“You ready?” I ask her as I grab my wrinkled pile of articles off the dinged-up coffee table.
I’m not sure I’m ready, but she nods and puts the half-eaten bowl of ice cream down, nervously pulling her worn yellow notebook out of her bag. She hesitates before holding it out to me, crossing over some invisible line as she lets go of it.
I open to the first page. Her neat, even cursive pulls me in, making me forget she’s reading my articles as I’m instantly drawn closer to the hidden parts of her, the secret pieces of Marley that make their way into every single fairy tale.
One story is about identical twins feeding a gaggle of ducks at the pond. More and more ducks come, until they are both swept away, flying high above the pond and the park and the cemetery.
Another is about a young girl who plants pink flowers that won’t stop growing, until one day they turn into a whole person: a flower reflection of the girl.
Marley’s stories are so good they make me want to lean over and snatch my lame articles back from her.
“Marley,” I say. She peers at me over the top of one of the articles, her eyes wide, questioning. I hold up her notebook. “You have to share these with more people than just me. Kids would go crazy for these stories.”
She shimmies up on the couch, eager, her nervous energy bubbling over. “You really think so?”
I nod, looking down at the page in front of me, where there’s a doodle of the flower girl from her story. “Absolutely.”
“Yours are great too,” she says, holding up the article she’s reading. “I don’t even like sports, and you actually manage to make it interesting. These player profiles you did are my favorite. I feel like I really know Sam after reading this,” she adds, Sam’s black-and-white picture staring at me from the top of the pile. “You make them more than just stats. That’s what you should use for your internship application.”
I laugh, relieved that she doesn’t hate them. She’s silent for a long moment, staring at the yellow notebook in my hands.
“People will like them?” she asks softly.
Our eyes lock.
“They’re gonna love them,” I say, meaning it.
She looks past me to the French doors, the moonlight reflecting off the glass. “Do you want to go outside?” she asks as she tugs at her collar.
I know how she feels. The room seems to have contracted around us, filled to the brim with that still-unnamed feeling swirling between us.
“Sure,” I say, and I grab a thick, quilted blanket from my room.
We head to the backyard and lie down on the blanket, gazing up at the ceiling of stars. Her hand brushes lightly against mine, and the night comes alive. Everything brighter. Everything buzzing.
She pulls away to point at the moon, a perfect circle hanging in the sky. “They say people don’t sleep as well when there’s a full moon.”
I study the shining surface, knowing I sure as hell won’t be able to sleep tonight, full moon or not.
“Werewolves?” I ask, and she laughs, nudging my arm.
“I wrote a story about the moon,” she says as the electricity from her touch still hums softly through me. I look over to see her face shining in the faint glow, the pale moonlight outlining her features. “A new story.”
“Tell me.”
“It’s a… love story,” she says hesitantly. “My first one.”
“Then definitely tell me.”
She looks over at me, her eyes dark pools, deep and vulnerable. I push up on my elbow, waiting.
“Okay,” she says finally. “Once upon a time—”
“Why do all stories start like that?” I ask. I don’t want to break the spell, but the question is out before I can stop it.
She smiles. “Not all of them. Only the best ones.”
“That’s the first thing you said to me, remember? Once upon a time.”
We stare at each other for a long moment, an invisible force pulling me closer. I swear I stop breathing. Marley clears her throat and looks away, the pull fading but not disappearing.
“Story,” I say, turning my eyes back up to the moon. “Right. Go on.”
“Once upon a time, there was a girl,” she says.
“I like it already,” I say, encouraging her, and she punches me lightly on the arm, her expression half-amused, half-exasperated. And like I hoped, it spurs her on.
“Every night she walked a path through a dark, dark forest to the base of a beautiful waterfall, and there, she looked to the moon and made her wish,” she says. “It was the same wish every night.”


» **Description of the task**
Below are records; copy exactly the line containing "screen resolution is" and every line after it, through the last.

[Recorded data]

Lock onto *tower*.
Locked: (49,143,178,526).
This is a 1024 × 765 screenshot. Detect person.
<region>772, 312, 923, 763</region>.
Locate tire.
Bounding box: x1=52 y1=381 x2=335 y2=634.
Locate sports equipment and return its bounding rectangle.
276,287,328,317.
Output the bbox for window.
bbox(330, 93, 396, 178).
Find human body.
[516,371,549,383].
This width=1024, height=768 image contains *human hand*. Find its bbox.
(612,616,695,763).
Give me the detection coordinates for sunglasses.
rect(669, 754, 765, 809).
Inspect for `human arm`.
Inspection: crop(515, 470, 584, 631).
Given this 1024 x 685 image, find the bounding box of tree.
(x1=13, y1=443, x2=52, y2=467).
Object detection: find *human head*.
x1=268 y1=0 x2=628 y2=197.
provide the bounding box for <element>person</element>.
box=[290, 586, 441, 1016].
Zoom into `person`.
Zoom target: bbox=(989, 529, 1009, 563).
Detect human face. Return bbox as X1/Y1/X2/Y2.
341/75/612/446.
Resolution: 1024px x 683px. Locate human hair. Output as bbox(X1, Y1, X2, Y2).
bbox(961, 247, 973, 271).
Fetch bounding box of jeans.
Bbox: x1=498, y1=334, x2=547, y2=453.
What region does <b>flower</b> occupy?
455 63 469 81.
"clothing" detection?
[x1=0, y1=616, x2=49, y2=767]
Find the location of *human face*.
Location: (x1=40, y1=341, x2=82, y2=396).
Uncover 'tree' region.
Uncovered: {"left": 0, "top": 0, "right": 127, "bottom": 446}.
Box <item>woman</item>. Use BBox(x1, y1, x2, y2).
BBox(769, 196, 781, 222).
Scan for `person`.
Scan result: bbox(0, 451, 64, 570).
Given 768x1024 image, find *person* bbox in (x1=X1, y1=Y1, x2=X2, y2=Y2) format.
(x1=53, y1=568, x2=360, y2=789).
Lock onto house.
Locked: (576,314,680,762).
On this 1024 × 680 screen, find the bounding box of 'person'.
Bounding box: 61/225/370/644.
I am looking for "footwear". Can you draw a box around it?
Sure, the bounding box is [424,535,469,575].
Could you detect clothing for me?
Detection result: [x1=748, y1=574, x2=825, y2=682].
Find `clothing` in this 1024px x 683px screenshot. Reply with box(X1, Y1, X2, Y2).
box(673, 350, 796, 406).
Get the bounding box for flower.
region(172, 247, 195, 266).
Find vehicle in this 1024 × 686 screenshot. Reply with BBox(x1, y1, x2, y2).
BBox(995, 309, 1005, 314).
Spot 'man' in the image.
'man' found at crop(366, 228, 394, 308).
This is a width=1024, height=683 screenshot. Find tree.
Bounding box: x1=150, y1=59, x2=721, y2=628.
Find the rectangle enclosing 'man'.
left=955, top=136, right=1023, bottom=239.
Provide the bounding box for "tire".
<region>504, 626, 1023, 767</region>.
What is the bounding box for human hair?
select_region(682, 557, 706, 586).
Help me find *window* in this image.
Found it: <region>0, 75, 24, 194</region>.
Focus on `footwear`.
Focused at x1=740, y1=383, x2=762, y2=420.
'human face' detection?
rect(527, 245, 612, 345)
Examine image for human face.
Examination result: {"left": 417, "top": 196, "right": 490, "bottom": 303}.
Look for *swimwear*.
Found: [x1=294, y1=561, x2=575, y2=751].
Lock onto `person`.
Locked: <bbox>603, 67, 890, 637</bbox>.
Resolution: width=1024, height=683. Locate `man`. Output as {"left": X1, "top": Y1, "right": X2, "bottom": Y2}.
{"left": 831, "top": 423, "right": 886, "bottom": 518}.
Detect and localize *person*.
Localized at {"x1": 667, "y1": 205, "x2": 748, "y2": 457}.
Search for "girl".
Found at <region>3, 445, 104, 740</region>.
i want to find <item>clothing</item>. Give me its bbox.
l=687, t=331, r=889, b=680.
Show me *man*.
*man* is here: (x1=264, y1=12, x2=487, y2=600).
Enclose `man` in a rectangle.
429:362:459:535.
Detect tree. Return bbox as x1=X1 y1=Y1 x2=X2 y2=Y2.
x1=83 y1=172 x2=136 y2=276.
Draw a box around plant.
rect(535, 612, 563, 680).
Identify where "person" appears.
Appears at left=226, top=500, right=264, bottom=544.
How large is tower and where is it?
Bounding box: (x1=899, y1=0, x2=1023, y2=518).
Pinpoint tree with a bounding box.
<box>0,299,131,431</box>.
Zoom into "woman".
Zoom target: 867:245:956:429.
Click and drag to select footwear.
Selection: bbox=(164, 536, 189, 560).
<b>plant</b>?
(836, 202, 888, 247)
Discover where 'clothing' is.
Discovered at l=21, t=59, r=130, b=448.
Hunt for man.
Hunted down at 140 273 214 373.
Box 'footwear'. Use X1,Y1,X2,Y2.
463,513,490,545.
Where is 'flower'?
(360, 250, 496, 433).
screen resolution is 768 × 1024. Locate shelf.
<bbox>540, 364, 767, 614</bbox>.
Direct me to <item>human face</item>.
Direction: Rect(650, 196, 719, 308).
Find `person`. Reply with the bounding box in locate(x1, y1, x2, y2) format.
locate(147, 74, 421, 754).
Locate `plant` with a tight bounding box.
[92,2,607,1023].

» **Answer section**
screen resolution is 768 × 1024. Locate shelf.
<bbox>540, 364, 767, 614</bbox>.
Direct me to <item>human face</item>.
Direction: Rect(650, 196, 719, 308).
Find `person`. Reply with the bounding box in locate(x1, y1, x2, y2) format.
locate(147, 74, 421, 754).
Locate `plant` with a tight bounding box.
[92,2,607,1023].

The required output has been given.